Arts, Dining & Entertainment

Art of a different color: works of compassion

Sunday, Aug. 7 at 1 p.m.—BRANDON—Compass Music and Arts Center will host an opening reception Sunday, Aug. 7 from 1 to 3 p.m. for an unusual exhibit that opens Friday, Aug. 5, titled The Effects of Birdsong on Shifting Strata: Paintings and Poems by Tom Merwin and the artists of the Forty-Seven Main Street Group. The exhibit will display until Aug. 27.

The exhibit combines visual arts with poetry and showcases the outcomes of a distinctive collaboration between Merwin and community individuals facing various mental health challenges. Well known Castleton artist Tom Merwin established the group known as the Artists of the Forty-Seven Main Street Group, offering them the use of his own studio to paint in an environment described by Vincent Van Gogh as a “universal and healing communion of art.”

Merwin has a passion: supporting people who have mental health issues. Merwin recognizes the therapeutic, as well as the creative, power of art as an expressive tool and knows that the creative arts can open ourselves to inner depths of expression and imagery. The finished work can then often act as a strong communication tool for the rest of the world. In this spirit the group will present their thought-provoking paintings and poems in this exhibit.

Merwin stated that “we hope to mirror your reflection with ours on the surface of poetry and painting.”

FortySeven Main Street, Inc., is a state-licensed “therapeutic community residence,” located at 706 Main St., Castleton, that provides men with psychiatric disorders opportunities to live meaningful lives. The Compass Music and Arts Center is located in Park Village at 333 Jones Dr., Brandon, Vt. (Park Village used to be the Brandon Training School, located off Arnold District Rd., 1.5 miles north of downtown Brandon).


▶ Requirement: In the records below, take the line containing "Image resolution: width=851" and every line following it, and write them out exactly.

(Records for this task Opens)

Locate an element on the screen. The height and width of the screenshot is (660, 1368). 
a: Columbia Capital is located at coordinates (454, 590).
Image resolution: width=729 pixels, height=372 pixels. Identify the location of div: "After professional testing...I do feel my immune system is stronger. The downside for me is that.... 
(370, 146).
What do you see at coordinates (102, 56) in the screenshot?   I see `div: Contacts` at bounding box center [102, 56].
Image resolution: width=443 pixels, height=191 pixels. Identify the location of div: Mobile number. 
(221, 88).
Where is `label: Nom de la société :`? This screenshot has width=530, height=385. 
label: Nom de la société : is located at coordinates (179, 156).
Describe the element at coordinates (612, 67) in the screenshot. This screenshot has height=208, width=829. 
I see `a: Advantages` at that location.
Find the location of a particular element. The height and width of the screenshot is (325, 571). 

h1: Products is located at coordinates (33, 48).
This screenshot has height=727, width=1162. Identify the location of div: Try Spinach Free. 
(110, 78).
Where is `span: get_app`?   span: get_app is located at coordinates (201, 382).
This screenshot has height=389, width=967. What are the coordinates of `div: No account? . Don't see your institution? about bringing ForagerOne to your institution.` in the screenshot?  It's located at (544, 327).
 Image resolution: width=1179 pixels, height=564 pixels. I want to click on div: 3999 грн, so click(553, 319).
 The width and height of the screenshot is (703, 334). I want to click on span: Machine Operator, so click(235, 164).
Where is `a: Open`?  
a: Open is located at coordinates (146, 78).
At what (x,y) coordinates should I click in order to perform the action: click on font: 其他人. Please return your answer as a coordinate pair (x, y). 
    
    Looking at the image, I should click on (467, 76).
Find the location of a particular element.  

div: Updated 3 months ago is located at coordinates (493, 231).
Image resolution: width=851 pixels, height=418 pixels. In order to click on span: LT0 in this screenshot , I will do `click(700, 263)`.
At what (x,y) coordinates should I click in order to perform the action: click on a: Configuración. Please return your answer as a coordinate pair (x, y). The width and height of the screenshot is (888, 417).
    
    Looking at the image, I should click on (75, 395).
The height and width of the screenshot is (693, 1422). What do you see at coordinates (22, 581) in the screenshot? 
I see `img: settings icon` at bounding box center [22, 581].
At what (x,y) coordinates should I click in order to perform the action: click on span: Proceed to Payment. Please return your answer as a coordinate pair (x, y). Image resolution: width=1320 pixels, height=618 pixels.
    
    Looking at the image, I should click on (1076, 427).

(Records for this task Closes)

▶ Result:
Image resolution: width=851 pixels, height=418 pixels. In order to click on span: LT0 in this screenshot , I will do `click(700, 263)`.
At what (x,y) coordinates should I click in order to perform the action: click on a: Configuración. Please return your answer as a coordinate pair (x, y). The width and height of the screenshot is (888, 417).
    
    Looking at the image, I should click on (75, 395).
The height and width of the screenshot is (693, 1422). What do you see at coordinates (22, 581) in the screenshot? 
I see `img: settings icon` at bounding box center [22, 581].
At what (x,y) coordinates should I click in order to perform the action: click on span: Proceed to Payment. Please return your answer as a coordinate pair (x, y). Image resolution: width=1320 pixels, height=618 pixels.
    
    Looking at the image, I should click on (1076, 427).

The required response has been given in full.